5. Database and Persistence Layer
5.1 Architecture Overview
- Version control with hash integrity
- Checkpoint-based snapshots
- MCP configuration storage
5.2 Data Structures
ProjectFile
type ProjectFile struct {
ID int; Path string; Content string; Hash string; Version int;
CreatedAt time.Time; ModifiedAt time.Time; IsActive bool
}
Checkpoint
type Checkpoint struct {
ID int; Name string; Description string; Timestamp time.Time; FileCount int
}
MCPIntegration
type MCPIntegration struct {
ID int; Name string; Type string; Config map[string]interface{}; CreatedAt time.Time; IsActive bool
}
5.3 Storage Implementation
eve_project_data/
βββ files/
βββ checkpoints/
βββ integrations/
βββ multiplayer/
βββ next_ids.json
6. Configuration Management
6.1 Sources
# Provider Selection
LLM_PROVIDER=anthropic|openai|gemini
# API Keys
ANTHROPIC_API_KEY=sk-ant-api03-...
OPENAI_API_KEY=sk-...
GEMINI_API_KEY=...
# Model Selection
LLM_MODEL=claude-3-5-sonnet-20241022
# System Configuration
EVE_DATABASE_PATH=./eve_project_data
EVE_LOG_LEVEL=info|debug|warn|error
EVE_MAX_WORKERS=10
EVE_CACHE_SIZE=100MB
EVE_TIMEOUT=30
6.2 Validation
- Key format checks and connectivity tests
- Go version and dependency verification
- File system permissions
7. Execution Flow and State Management
7.1 Conversation Management
Input β Tokenization β Context Window Management β Provider Dispatch β Response Processing β State Update
- Token counting and message pruning
- Summarization and persistence
7.2 Tool Execution State
- Request IDs, progress monitoring, timeout management
- Retry logic and fallback mechanisms
8. Error Handling and Resilience
8.1 Classification
- Provider, tool execution, and system errors
8.2 Recovery Strategies
- Exponential backoff, circuit breaker
- Graceful degradation and user notification
8.3 Monitoring
- Health checks, structured logging, rotation
9. Performance Characteristics
9.1 Latency
- Providers: Anthropic 2β5s, Gemini 1β3s, OpenAI 1β4s (typical)

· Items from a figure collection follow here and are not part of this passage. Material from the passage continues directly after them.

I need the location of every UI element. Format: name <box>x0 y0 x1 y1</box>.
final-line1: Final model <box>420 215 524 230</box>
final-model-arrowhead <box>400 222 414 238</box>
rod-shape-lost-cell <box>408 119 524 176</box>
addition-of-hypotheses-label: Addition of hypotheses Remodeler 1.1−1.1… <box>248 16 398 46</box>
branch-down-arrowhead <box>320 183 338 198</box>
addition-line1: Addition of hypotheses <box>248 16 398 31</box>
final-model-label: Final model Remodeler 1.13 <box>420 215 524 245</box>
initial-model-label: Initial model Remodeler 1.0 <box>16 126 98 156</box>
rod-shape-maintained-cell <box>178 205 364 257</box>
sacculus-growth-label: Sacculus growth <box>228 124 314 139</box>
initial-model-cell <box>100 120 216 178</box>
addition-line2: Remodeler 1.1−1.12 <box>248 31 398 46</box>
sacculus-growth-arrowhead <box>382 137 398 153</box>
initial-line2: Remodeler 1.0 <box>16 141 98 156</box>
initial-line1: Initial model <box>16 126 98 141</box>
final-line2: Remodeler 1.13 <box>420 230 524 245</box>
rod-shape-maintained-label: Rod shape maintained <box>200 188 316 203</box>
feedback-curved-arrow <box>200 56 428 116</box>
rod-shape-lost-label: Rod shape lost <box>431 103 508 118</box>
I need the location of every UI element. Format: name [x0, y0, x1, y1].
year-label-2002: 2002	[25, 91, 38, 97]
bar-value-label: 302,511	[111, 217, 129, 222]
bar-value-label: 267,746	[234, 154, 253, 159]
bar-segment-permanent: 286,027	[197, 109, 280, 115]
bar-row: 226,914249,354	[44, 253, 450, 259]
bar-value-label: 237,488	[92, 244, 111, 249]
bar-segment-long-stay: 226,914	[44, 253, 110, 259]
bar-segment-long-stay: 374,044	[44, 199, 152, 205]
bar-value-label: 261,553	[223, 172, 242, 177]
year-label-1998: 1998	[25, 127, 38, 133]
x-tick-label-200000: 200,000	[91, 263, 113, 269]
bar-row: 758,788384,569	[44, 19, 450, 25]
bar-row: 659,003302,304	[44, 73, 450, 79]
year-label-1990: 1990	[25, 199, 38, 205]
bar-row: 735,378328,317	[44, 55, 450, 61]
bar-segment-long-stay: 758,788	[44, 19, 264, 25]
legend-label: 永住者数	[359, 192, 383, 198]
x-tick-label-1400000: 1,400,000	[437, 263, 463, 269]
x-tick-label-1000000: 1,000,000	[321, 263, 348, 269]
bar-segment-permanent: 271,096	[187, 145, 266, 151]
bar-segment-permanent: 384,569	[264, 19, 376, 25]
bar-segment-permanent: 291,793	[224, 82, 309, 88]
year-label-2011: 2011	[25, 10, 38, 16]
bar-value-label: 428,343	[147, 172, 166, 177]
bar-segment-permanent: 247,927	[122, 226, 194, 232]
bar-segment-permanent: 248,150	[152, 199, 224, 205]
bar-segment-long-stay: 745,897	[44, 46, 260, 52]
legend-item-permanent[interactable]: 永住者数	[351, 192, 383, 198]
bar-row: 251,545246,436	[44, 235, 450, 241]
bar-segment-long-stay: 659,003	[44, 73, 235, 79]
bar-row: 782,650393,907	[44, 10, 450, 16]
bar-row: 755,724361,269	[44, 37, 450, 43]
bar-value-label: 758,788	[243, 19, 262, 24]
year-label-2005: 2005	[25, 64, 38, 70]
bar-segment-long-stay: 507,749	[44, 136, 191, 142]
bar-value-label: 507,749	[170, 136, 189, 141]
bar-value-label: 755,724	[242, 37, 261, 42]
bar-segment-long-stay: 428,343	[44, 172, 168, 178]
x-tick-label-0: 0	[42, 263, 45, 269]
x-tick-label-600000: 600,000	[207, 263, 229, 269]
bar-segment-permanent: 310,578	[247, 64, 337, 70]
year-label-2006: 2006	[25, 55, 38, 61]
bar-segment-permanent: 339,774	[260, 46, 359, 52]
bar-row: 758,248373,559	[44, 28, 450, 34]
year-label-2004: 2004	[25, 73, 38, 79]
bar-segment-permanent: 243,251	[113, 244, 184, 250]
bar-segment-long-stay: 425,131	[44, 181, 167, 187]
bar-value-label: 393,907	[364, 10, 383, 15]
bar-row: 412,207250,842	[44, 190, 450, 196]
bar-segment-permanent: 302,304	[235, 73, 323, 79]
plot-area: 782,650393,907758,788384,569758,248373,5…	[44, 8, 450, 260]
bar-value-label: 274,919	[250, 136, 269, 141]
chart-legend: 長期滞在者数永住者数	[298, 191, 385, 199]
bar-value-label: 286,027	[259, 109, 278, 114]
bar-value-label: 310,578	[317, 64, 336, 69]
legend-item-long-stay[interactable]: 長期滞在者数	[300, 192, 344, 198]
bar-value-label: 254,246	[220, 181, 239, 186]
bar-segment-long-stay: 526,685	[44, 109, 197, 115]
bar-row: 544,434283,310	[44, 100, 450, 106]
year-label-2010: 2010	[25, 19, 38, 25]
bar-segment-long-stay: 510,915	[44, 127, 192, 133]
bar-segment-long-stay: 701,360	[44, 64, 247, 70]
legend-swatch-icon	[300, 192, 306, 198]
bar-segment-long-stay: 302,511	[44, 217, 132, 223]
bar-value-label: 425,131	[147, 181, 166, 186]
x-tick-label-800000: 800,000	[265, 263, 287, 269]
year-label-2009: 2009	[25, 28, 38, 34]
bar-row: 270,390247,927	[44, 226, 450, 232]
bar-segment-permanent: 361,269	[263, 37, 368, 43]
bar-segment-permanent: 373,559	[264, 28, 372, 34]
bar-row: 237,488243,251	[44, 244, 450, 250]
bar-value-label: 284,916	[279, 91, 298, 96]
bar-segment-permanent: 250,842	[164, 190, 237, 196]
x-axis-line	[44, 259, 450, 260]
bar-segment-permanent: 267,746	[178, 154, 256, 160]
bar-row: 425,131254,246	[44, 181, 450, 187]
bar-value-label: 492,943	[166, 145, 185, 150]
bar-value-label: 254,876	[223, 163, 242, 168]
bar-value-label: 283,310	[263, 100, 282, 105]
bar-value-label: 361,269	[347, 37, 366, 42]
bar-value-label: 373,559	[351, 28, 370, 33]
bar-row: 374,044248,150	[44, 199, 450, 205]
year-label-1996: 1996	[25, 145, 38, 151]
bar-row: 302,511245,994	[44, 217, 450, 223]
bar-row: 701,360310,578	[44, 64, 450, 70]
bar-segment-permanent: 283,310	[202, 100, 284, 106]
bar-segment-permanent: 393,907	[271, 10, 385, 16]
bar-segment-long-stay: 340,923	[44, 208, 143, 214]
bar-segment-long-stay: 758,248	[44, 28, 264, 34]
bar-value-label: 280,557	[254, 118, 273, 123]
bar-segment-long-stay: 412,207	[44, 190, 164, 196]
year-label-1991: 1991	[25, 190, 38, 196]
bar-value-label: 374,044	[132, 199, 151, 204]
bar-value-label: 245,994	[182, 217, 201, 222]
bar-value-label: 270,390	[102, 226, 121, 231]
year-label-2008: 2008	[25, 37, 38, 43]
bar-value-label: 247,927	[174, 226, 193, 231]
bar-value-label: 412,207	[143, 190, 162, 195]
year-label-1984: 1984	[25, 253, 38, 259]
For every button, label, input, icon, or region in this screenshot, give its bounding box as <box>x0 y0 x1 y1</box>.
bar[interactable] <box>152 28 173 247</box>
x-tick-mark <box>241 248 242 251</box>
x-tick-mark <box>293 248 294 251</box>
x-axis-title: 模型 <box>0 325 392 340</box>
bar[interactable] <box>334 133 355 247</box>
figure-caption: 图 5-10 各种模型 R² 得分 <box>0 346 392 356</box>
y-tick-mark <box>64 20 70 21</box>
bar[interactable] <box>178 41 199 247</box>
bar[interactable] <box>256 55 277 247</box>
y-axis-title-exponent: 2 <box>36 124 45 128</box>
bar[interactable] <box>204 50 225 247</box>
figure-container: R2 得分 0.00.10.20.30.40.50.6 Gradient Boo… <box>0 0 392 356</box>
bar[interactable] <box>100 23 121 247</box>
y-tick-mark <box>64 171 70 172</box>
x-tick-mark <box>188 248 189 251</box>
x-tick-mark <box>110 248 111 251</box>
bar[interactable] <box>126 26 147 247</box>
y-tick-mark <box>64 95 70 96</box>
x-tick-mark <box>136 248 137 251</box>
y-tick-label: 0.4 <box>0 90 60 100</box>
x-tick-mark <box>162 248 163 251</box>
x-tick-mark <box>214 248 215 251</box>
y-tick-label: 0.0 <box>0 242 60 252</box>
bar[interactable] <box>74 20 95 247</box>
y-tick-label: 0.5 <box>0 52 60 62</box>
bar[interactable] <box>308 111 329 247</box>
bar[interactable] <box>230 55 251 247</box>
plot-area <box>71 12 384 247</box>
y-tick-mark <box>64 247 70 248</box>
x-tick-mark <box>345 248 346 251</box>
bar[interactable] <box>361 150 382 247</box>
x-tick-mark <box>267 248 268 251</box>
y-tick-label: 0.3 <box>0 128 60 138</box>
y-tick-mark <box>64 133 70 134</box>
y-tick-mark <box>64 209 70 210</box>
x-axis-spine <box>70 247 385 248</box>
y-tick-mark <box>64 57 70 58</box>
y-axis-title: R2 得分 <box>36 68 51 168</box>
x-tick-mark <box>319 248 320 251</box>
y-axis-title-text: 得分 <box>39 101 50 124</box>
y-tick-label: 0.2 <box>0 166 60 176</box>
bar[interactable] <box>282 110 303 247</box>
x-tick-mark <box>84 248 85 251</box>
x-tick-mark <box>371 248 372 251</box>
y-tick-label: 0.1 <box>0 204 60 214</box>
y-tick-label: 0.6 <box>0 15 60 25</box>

- Tools: file ops < 100ms, network 100msβ2s
9.2 Throughput & Memory
- Up to 10 concurrent tool executions
- ~50MB base, +1MB/1000 messages
9.3 Scalability
- Stateless instances, shared storage, load balancing
10. Security Considerations
10.1 API Key Management
- Env var storage; no persistence to disk
- TLS 1.3, cert validation, key rotation
10.2 File System Security
- Path validation, permission checking
- Optional encryption, integrity checks
10.3 Command Execution Security
- Whitelisting, escaping, isolation, resource limits
11. Extensibility Framework
11.1 Provider Extension
// Provider registration
const ProviderNewProvider ProviderType = "newprovider"

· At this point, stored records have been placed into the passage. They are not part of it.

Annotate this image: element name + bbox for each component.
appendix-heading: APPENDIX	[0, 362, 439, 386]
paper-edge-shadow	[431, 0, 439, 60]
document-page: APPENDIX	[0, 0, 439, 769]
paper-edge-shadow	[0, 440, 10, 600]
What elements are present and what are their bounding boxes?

// CreateProvider switch case
case ProviderNewProvider:
return NewNewProvider(c.APIKey, c.Model), nil
11.2 Tool Extension
var NewToolDefinition = ToolDefinition{
Name: "new_tool",
Description: "Description of new tool functionality",
InputSchema: GenerateSchema[NewToolInput](),
Function: NewToolFunction,
}
11.3 Integration Points
- MCP: server discovery and config
- Plugin lifecycle and sandboxing
12. Deployment and Operations
12.1 Build Process
# Standard build
go build -o eve .
# Optimized build
go build -ldflags="-s -w" -o eve .
# Cross-platform
GOOS=linux GOARCH=amd64 go build -o eve-linux .
GOOS=darwin GOARCH=amd64 go build -o eve-mac .
GOOS=windows GOARCH=amd64 go build -o eve.exe .
12.2 Runtime Requirements
- OS: Linux/macOS/Windows; Arch: x86_64/ARM64
- Memory: 4GB min (8GB rec.); Storage: 500MB+
- Outbound HTTPS; DNS; firewall 443
12.3 Monitoring and Observability
- Performance metrics and provider usage
- Structured JSON logs; aggregation
12.4 Backup and Recovery
- Automated, incremental backups; offsite storage
- Disaster recovery and failover support
Conclusion
EVE delivers a provider-agnostic, extensible assistant with robust tooling and resilient operations. Use this reference alongside the source code for implementation details and future extensions.